Tracey is part of a class of 'special' kids at their middle school, and Amanda's about to learn exactly what special means: she's in class with psychics, telekinetics, mind-readers and kids who can communicate with the dead. Tracey, her host? She can become invisible. Plus she's got to cope with Tracey's parents, who act like she doesn't exist, and septuplet younger sisters.
Jenna "the vampire" can read people's minds. She lives in a housing project with her mom who drinks too much and keeps up her bad girl reputation by dressing goth and keeping people at arm's length. But her gift means that she knows that Tracey's not the same person she used to be. She's determined to find out what happened.
The two girls strike up an unlikely alliance when a student teacher arrives in the gifted class and begins behaving suspiciously.
Middle school mean girls, special powers, body swapping all add up to a fun, younger version of The Summoning series. More than a few unanswered questions linger at the end of the book. I'd definitely read the two titles that follow.

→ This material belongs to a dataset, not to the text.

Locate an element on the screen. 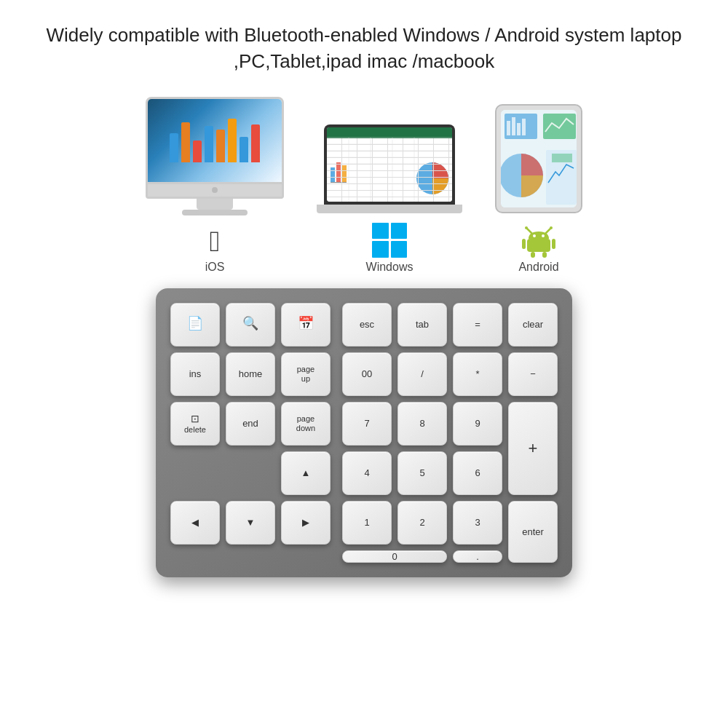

When Queen Bee Amanda feels any sympathy for another person, she ends up in their bodies. Usually just for a few minutes, sometimes for a few hours, but it is NOT something that she wants happening. So she copes by being mean. Especially to people like quiet, bland and drab as dishwater, socially invisible Tracey Devon. Then one day she wakes up in Tracey's body and she can't switch back.

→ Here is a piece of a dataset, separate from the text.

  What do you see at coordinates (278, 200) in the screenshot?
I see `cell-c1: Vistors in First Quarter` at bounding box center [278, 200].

Tracey is part of a class of 'special' kids at their middle school, and Amanda's about to learn exactly what special means: she's in class with psychics, telekinetics, mind-readers and kids who can communicate with the dead. Tracey, her host? She can become invisible. Plus she's got to cope with Tracey's parents, who act like she doesn't exist, and septuplet younger sisters.
Jenna "the vampire" can read people's minds. She lives in a housing project with her mom who drinks too much and keeps up her bad girl reputation by dressing goth and keeping people at arm's length. But her gift means that she knows that Tracey's not the same person she used to be. She's determined to find out what happened.
The two girls strike up an unlikely alliance when a student teacher arrives in the gifted class and begins behaving suspiciously.
Middle school mean girls, special powers, body swapping all add up to a fun, younger version of The Summoning series. More than a few unanswered questions linger at the end of the book. I'd definitely read the two titles that follow.